Polygenic risk scores (PRS) aggregate the effects of hundreds or thousands of SNPs to estimate your genetic predisposition for complex diseases like type 2 diabetes, coronary artery disease, or certain cancers.

These scores are probabilistic, not deterministic. A high polygenic risk score for heart disease does not mean you will develop heart disease — it means your genetic starting point carries elevated risk compared to the population average. Lifestyle, environment, and other factors play enormous roles.

PRS research is advancing rapidly, but most scores have been developed and validated primarily in populations of European descent, which limits their accuracy for people of other ancestries. This is a known limitation that the field is actively working to address.

Traits

Trait reports cover characteristics like eye color prediction, hair texture, bitter taste perception, and muscle fiber composition. These are generally accurate for simple traits (eye color) and less reliable for complex ones (athletic performance). They are interesting but rarely actionable.

Privacy Concerns After the 23andMe Bankruptcy

In late 2024, 23andMe filed for Chapter 11 bankruptcy, and the company's assets — including its database of genetic information from over 14 million customers — became subject to acquisition proceedings. Regeneron Pharmaceuticals completed the acquisition in 2025, raising significant concerns among privacy advocates and customers.

The core issue is this: when you agreed to 23andMe's terms of service, you consented to data handling by that specific company, under its specific policies. Corporate acquisitions can change those terms. While Regeneron has stated it will honor existing privacy commitments, the legal landscape around genetic data ownership during corporate transfers remains unsettled.

This situation illustrates why the question of where and how your genetic data is stored matters enormously.

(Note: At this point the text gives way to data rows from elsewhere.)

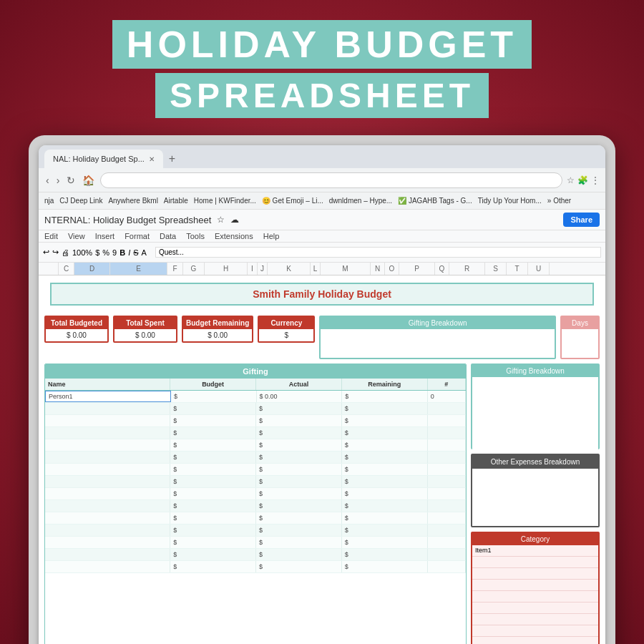 Image resolution: width=644 pixels, height=644 pixels. Describe the element at coordinates (114, 253) in the screenshot. I see `font-size: 9` at that location.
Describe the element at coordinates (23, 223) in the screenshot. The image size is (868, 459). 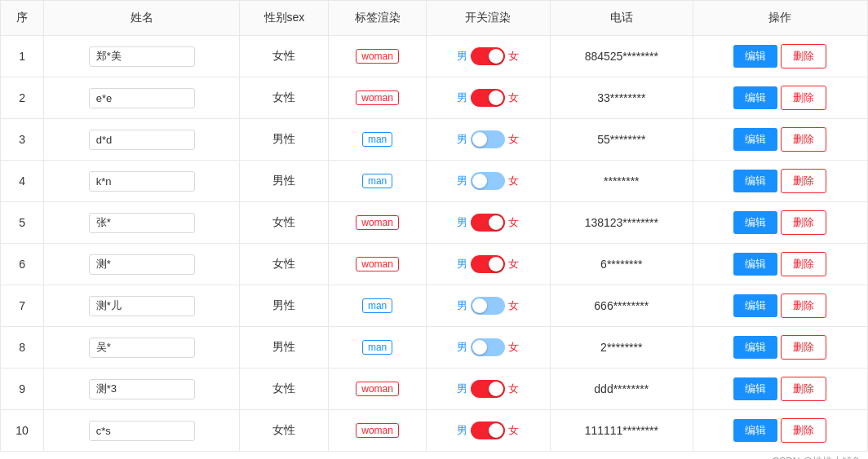
I see `row-index: 5` at that location.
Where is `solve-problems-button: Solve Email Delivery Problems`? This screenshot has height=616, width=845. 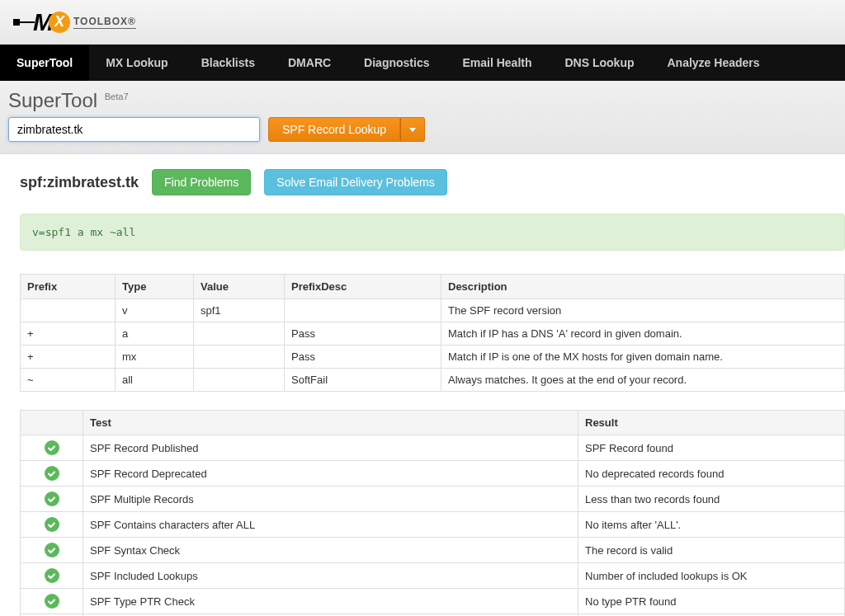
solve-problems-button: Solve Email Delivery Problems is located at coordinates (355, 182).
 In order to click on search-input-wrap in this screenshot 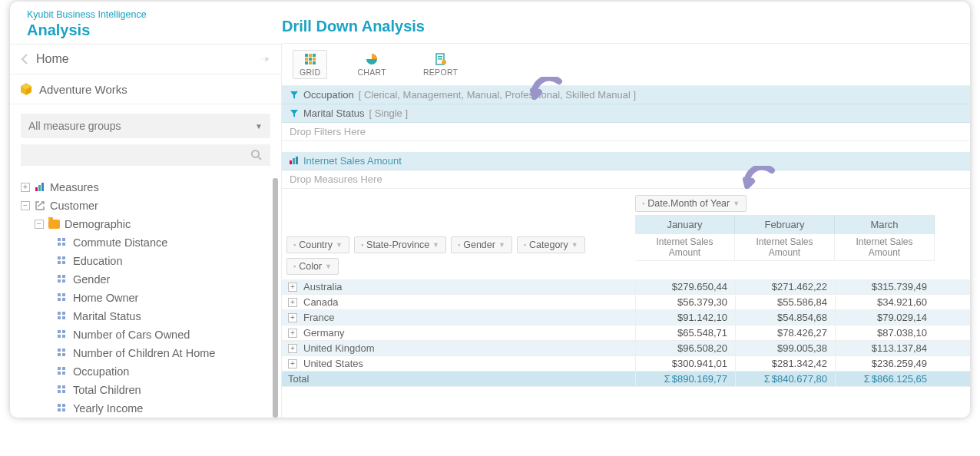, I will do `click(146, 155)`.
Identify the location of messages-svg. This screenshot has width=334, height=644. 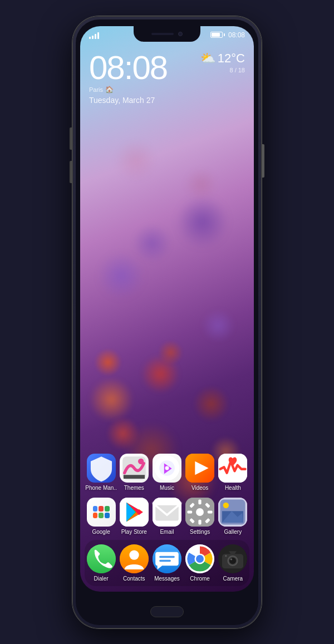
(167, 559).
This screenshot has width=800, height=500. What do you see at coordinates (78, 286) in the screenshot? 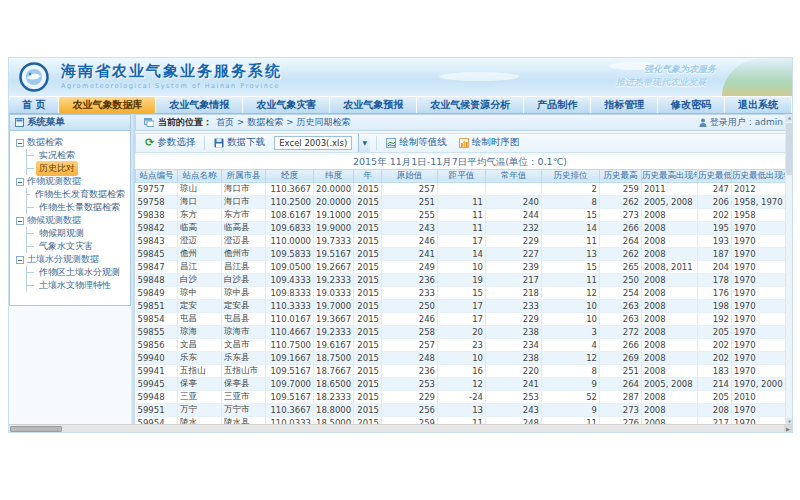
I see `tree-leaf-3-1: 土壤水文物理特性` at bounding box center [78, 286].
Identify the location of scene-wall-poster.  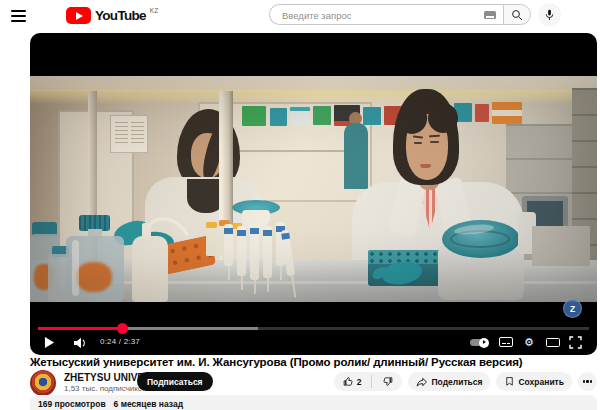
(129, 134).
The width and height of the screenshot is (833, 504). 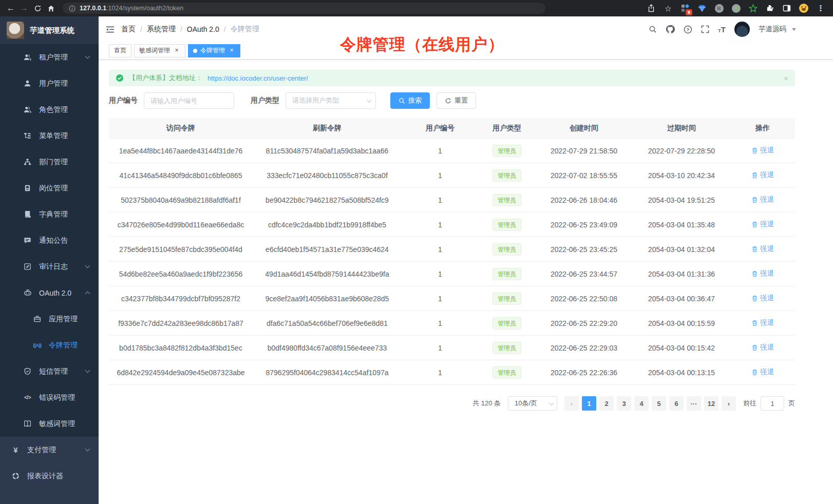 What do you see at coordinates (722, 30) in the screenshot?
I see `font-size-icon: TT` at bounding box center [722, 30].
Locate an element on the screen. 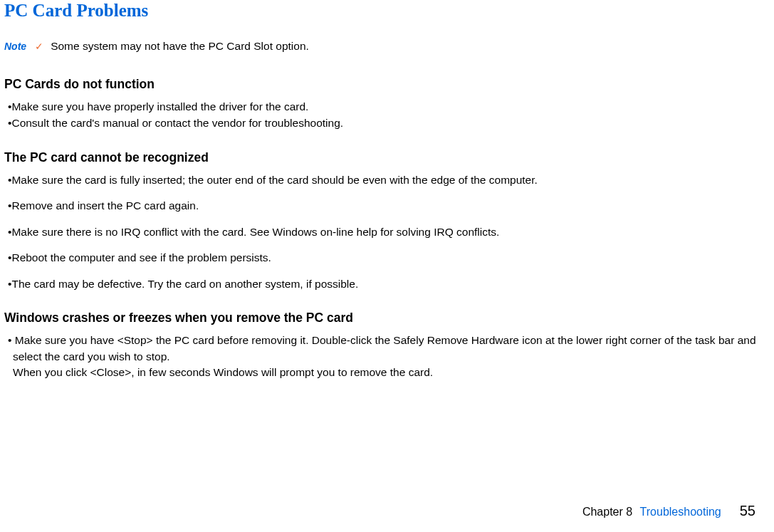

How to Protect Your Genetic Data

Regardless of what has already happened with 23andMe, here are concrete steps you can take:

  1. Download your raw data now. Having your own copy ensures you are not dependent on any company's continued existence or goodwill.
  2. Request data deletion. After downloading, you can request that 23andMe (now under Regeneron) delete your data from their servers. This is your right under GDPR if you are in Europe, and under CCPA if you are in California.
  3. Revoke research consent. If you previously opted into research participation, log in and revoke that consent.
  4. Choose future analysis tools carefully. Look for services that process data locally, do not store your raw file indefinitely, are transparent about their data handling, and are subject to strong privacy regulations like GDPR.
  5. Store your raw file securely. Encrypt it. Do not email it. Do not upload it to random websites offering free analysis without reading their privacy policy first.

What to Do Next

Your 23andMe raw data is a genuinely valuable resource — but only if you actually use it. The steps are simple:

  1. Download your raw data file from 23andMe (do this today — do not wait).
  2. Choose an analysis tool that matches your needs, budget, and privacy expectations.
  3. Review your results with appropriate context: genetics is one input among many, and no SNP report replaces professional medical advice.

If you want an analysis that is thorough, private, and designed to be understood by real people — not just geneticists — DeepDNA was built for exactly that purpose.

Join the DeepDNA waitlist and be among the first to get AI-powered insights from your genetic data, with European privacy standards and no subscription fees.


This article is for informational purposes only and does not constitute medical advice. Genetic data should be interpreted in consultation with qualified healthcare professionals, particularly for pharmacogenomic and carrier status results.